This error happens because two transactions are trying to update the same data at the same time, and each one is waiting for the other to release its lock. PostgreSQL detects that circular wait and aborts one of them with a deadlock detected error.
In your case, the important part is this line: while updating relation “planning$job”. That means the conflict is happening when Mendix is committing or updating the Job entity, most likely from two parallel actions, background processes, scheduled events, task queue executions, or concurrent user actions touching the same record.
So the problem is usually not the database itself. The real issue is the application flow. Two microflows or transactions are trying to commit the same object, or related objects, in a different order. For example, one process updates object A and then B, while another updates B and then A. That is a common deadlock pattern.
The first thing I would check is whether the same planning$job object can be committed from multiple places at nearly the same time. This is especially common with Task Queue, parallel processing, before/after commit logic, or loops that commit many related objects one by one.
A good solution is to reduce concurrent updates on the same object. Try to make sure that only one process updates a specific Job record at a time. If you are using Task Queue or background processing, avoid running multiple jobs in parallel for the same business object.
It also helps to reduce the transaction scope. Do not keep objects open and modified longer than needed. Retrieve the object, apply the change, and commit it as quickly as possible. Long transactions increase the chance of deadlocks.

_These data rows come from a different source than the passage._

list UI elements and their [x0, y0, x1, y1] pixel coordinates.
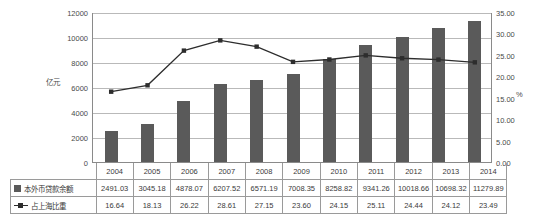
table-cell: 7008.35 — [283, 180, 320, 197]
data-table-body: 2004200520062007200820092010201120122013… — [11, 163, 507, 214]
plot-frame — [92, 13, 492, 163]
table-cell: 16.64 — [96, 197, 133, 214]
line-marker — [291, 60, 295, 64]
line-marker — [109, 89, 113, 93]
table-corner-cell — [11, 163, 97, 180]
left-axis-unit: 亿元 — [46, 76, 60, 87]
table-row: 占上海比重16.6418.1326.2228.6127.1523.6024.15… — [11, 197, 507, 214]
line-marker — [400, 56, 404, 60]
table-cell: 11279.89 — [470, 180, 507, 197]
table-cell: 9341.26 — [358, 180, 395, 197]
left-axis-tick: 12000 — [67, 9, 88, 18]
table-header-year: 2004 — [96, 163, 133, 180]
line-marker — [145, 83, 149, 87]
line-marker — [182, 48, 186, 52]
table-cell: 23.49 — [470, 197, 507, 214]
chart-page: 120001000080006000400020000 亿元 35.0030.0… — [0, 0, 533, 217]
legend-marker-icon — [18, 203, 23, 208]
table-cell: 24.12 — [432, 197, 469, 214]
right-axis-unit: % — [516, 90, 523, 99]
table-cell: 18.13 — [133, 197, 170, 214]
table-cell: 23.60 — [283, 197, 320, 214]
right-axis-tick: 15.00 — [496, 94, 515, 103]
table-row-label: 本外币贷款余额 — [11, 180, 97, 197]
right-axis: 35.0030.0025.0020.0015.0010.005.000.00 — [496, 13, 533, 163]
table-header-year: 2014 — [470, 163, 507, 180]
left-axis: 120001000080006000400020000 — [0, 13, 88, 163]
right-axis-tick: 25.00 — [496, 51, 515, 60]
table-cell: 8258.82 — [320, 180, 357, 197]
table-header-year: 2010 — [320, 163, 357, 180]
table-row-label-text: 本外币贷款余额 — [24, 183, 73, 194]
table-header-year: 2009 — [283, 163, 320, 180]
line-series — [93, 13, 493, 163]
table-cell: 28.61 — [208, 197, 245, 214]
left-axis-tick: 10000 — [67, 34, 88, 43]
left-axis-tick: 6000 — [71, 84, 88, 93]
table-cell: 10698.32 — [432, 180, 469, 197]
data-table: 2004200520062007200820092010201120122013… — [10, 163, 507, 214]
right-axis-tick: 10.00 — [496, 116, 515, 125]
table-cell: 24.15 — [320, 197, 357, 214]
line-marker — [327, 57, 331, 61]
table-header-year: 2013 — [432, 163, 469, 180]
table-cell: 6571.19 — [245, 180, 282, 197]
table-cell: 10018.66 — [395, 180, 432, 197]
table-cell: 26.22 — [171, 197, 208, 214]
table-cell: 24.44 — [395, 197, 432, 214]
table-header-year: 2007 — [208, 163, 245, 180]
table-header-year: 2011 — [358, 163, 395, 180]
line-marker — [254, 44, 258, 48]
line-marker — [436, 57, 440, 61]
right-axis-tick: 30.00 — [496, 30, 515, 39]
right-axis-tick: 20.00 — [496, 73, 515, 82]
table-cell: 27.15 — [245, 197, 282, 214]
table-header-year: 2006 — [171, 163, 208, 180]
left-axis-tick: 8000 — [71, 59, 88, 68]
line-marker — [473, 60, 477, 64]
line-marker — [218, 38, 222, 42]
table-header-year: 2005 — [133, 163, 170, 180]
table-cell: 3045.18 — [133, 180, 170, 197]
table-header-year: 2008 — [245, 163, 282, 180]
table-cell: 2491.03 — [96, 180, 133, 197]
right-axis-tick: 35.00 — [496, 9, 515, 18]
table-cell: 4878.07 — [171, 180, 208, 197]
table-row-label: 占上海比重 — [11, 197, 97, 214]
table-cell: 6207.52 — [208, 180, 245, 197]
line-marker — [364, 53, 368, 57]
legend-square-icon — [14, 185, 21, 192]
table-row-years: 2004200520062007200820092010201120122013… — [11, 163, 507, 180]
legend-line-marker-icon — [14, 202, 28, 209]
table-cell: 25.11 — [358, 197, 395, 214]
line-path — [111, 40, 475, 91]
left-axis-tick: 4000 — [71, 109, 88, 118]
right-axis-tick: 5.00 — [496, 137, 511, 146]
table-row: 本外币贷款余额2491.033045.184878.076207.526571.… — [11, 180, 507, 197]
table-header-year: 2012 — [395, 163, 432, 180]
chart-plot-area: 120001000080006000400020000 亿元 35.0030.0… — [0, 0, 533, 165]
left-axis-tick: 2000 — [71, 134, 88, 143]
table-row-label-text: 占上海比重 — [31, 200, 66, 211]
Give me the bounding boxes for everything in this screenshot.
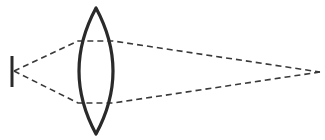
convex-lens [79, 8, 113, 134]
lower-ray [14, 71, 320, 103]
lens-ray-diagram [0, 0, 325, 140]
upper-ray [14, 41, 320, 72]
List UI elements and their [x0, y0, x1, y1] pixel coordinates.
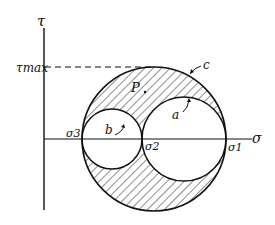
tau-max-label: τmax — [16, 61, 48, 75]
label-sigma3: σ3 — [66, 127, 81, 140]
label-sigma1: σ1 — [228, 141, 243, 154]
mohr-circle-diagram: τ σ τmax c b a P σ3 σ2 σ1 — [0, 0, 275, 225]
hatched-region — [0, 0, 275, 225]
label-c: c — [203, 58, 210, 72]
label-a: a — [172, 108, 179, 122]
sigma-axis-label: σ — [252, 130, 262, 146]
label-sigma2: σ2 — [145, 140, 160, 153]
tau-axis-label: τ — [37, 12, 46, 30]
label-p: P — [130, 80, 140, 95]
point-p-dot — [144, 91, 146, 93]
label-b: b — [105, 123, 113, 137]
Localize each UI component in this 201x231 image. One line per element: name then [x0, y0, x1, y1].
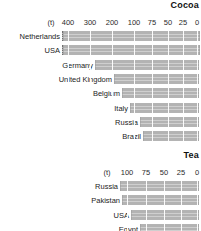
tea-category-label: Egypt: [119, 225, 138, 231]
cocoa-bar-row: Italy: [0, 101, 201, 115]
cocoa-bar-row: Germany: [0, 58, 201, 72]
cocoa-category-label: United Kingdom: [59, 75, 112, 84]
cocoa-axis: (t)4003002001007550250: [0, 17, 201, 28]
cocoa-axis-tick: 0: [195, 17, 199, 28]
chart-page: Cocoa (t)4003002001007550250 Netherlands…: [0, 0, 201, 231]
cocoa-axis-tick: 75: [148, 17, 156, 28]
tea-axis: (t)1007550250: [0, 167, 201, 178]
tea-plot-area: RussiaPakistanUSAEgypt: [0, 179, 201, 231]
cocoa-bar: [140, 117, 199, 127]
cocoa-axis-tick: 200: [106, 17, 119, 28]
tea-axis-tick: 0: [195, 167, 199, 178]
tea-bar-row: USA: [0, 208, 201, 222]
cocoa-gridline: [183, 29, 184, 143]
tea-axis-tick: 50: [160, 167, 168, 178]
tea-axis-tick: 100: [121, 167, 134, 178]
cocoa-bar-row: Russia: [0, 115, 201, 129]
cocoa-axis-tick: 25: [179, 17, 187, 28]
tea-gridline: [197, 179, 198, 231]
tea-bar-row: Russia: [0, 179, 201, 193]
cocoa-bar: [62, 45, 200, 55]
cocoa-bar-row: Belgium: [0, 86, 201, 100]
cocoa-bar: [62, 31, 200, 41]
tea-bar: [131, 210, 199, 220]
cocoa-axis-tick: 300: [84, 17, 97, 28]
cocoa-bar-row: United Kingdom: [0, 72, 201, 86]
tea-axis-tick: (t): [103, 167, 110, 178]
tea-axis-tick: 25: [177, 167, 185, 178]
cocoa-bar: [130, 103, 199, 113]
cocoa-axis-tick: 100: [128, 17, 141, 28]
cocoa-bar: [114, 74, 199, 84]
cocoa-gridline: [134, 29, 135, 143]
tea-gridline: [146, 179, 147, 231]
tea-bar: [122, 195, 199, 205]
cocoa-category-label: Belgium: [93, 89, 120, 98]
cocoa-category-label: USA: [45, 46, 60, 55]
cocoa-chart-title: Cocoa: [170, 0, 199, 10]
tea-gridline: [127, 179, 128, 231]
cocoa-axis-tick: 50: [164, 17, 172, 28]
tea-category-label: Pakistan: [91, 196, 120, 205]
tea-category-label: Russia: [95, 182, 118, 191]
tea-chart-title: Tea: [184, 150, 199, 160]
tea-bar: [140, 224, 199, 231]
cocoa-gridline: [112, 29, 113, 143]
cocoa-bar-row: USA: [0, 43, 201, 57]
cocoa-gridline: [68, 29, 69, 143]
tea-gridline: [164, 179, 165, 231]
cocoa-axis-tick: 400: [62, 17, 75, 28]
cocoa-category-label: Netherlands: [20, 32, 60, 41]
cocoa-gridline: [168, 29, 169, 143]
cocoa-category-label: Brazil: [122, 132, 141, 141]
tea-bar-row: Pakistan: [0, 193, 201, 207]
tea-axis-tick: 75: [142, 167, 150, 178]
tea-bar: [120, 181, 199, 191]
cocoa-category-label: Germany: [62, 60, 93, 69]
tea-bar-row: Egypt: [0, 222, 201, 231]
cocoa-gridline: [90, 29, 91, 143]
cocoa-bar-row: Brazil: [0, 129, 201, 143]
cocoa-category-label: Italy: [114, 103, 128, 112]
tea-gridline: [181, 179, 182, 231]
cocoa-axis-tick: (t): [47, 17, 54, 28]
cocoa-gridline: [152, 29, 153, 143]
cocoa-bar-row: Netherlands: [0, 29, 201, 43]
cocoa-plot-area: NetherlandsUSAGermanyUnited KingdomBelgi…: [0, 29, 201, 143]
cocoa-gridline: [197, 29, 198, 143]
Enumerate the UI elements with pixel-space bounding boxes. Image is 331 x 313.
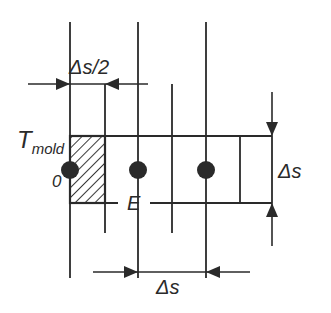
arrow-down-icon bbox=[266, 122, 278, 136]
arrow-right-icon bbox=[124, 266, 138, 278]
horizontal-step-label: Δs bbox=[155, 276, 179, 298]
finite-difference-grid-diagram: Δs/2 Δs Δs Tmold 0 E bbox=[0, 0, 331, 313]
mold-temperature-label: Tmold bbox=[17, 126, 65, 157]
arrow-left-icon bbox=[105, 78, 119, 90]
node-dot-0 bbox=[61, 161, 79, 179]
mold-temperature-subscript: mold bbox=[32, 140, 65, 157]
origin-label: 0 bbox=[52, 172, 62, 191]
node-dot-e bbox=[129, 161, 147, 179]
node-e-label: E bbox=[127, 192, 141, 214]
node-dot-2 bbox=[197, 161, 215, 179]
half-step-label: Δs/2 bbox=[68, 56, 109, 78]
arrow-right-icon bbox=[56, 78, 70, 90]
arrow-up-icon bbox=[266, 203, 278, 217]
vertical-step-label: Δs bbox=[277, 160, 301, 182]
arrow-left-icon bbox=[206, 266, 220, 278]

Another good practice is to keep the commit order consistent everywhere. If multiple microflows update the same set of entities, they should always do it in the same order. That reduces the chance of circular locking.
If you are committing inside loops, that can also make things worse. In those cases, review whether you can collect changes first and commit in a more controlled way, or split the logic so that different threads are not touching the same records.
So the solution is not to “fix PostgreSQL,” but to find where the same planning$job record is being updated concurrently and redesign that flow to avoid parallel commits on the same data. I would start by checking scheduled events, task queues, parallel user actions, and any microflows with commit events around the Job entity.
If this resolves your issue, please mark it as accepted.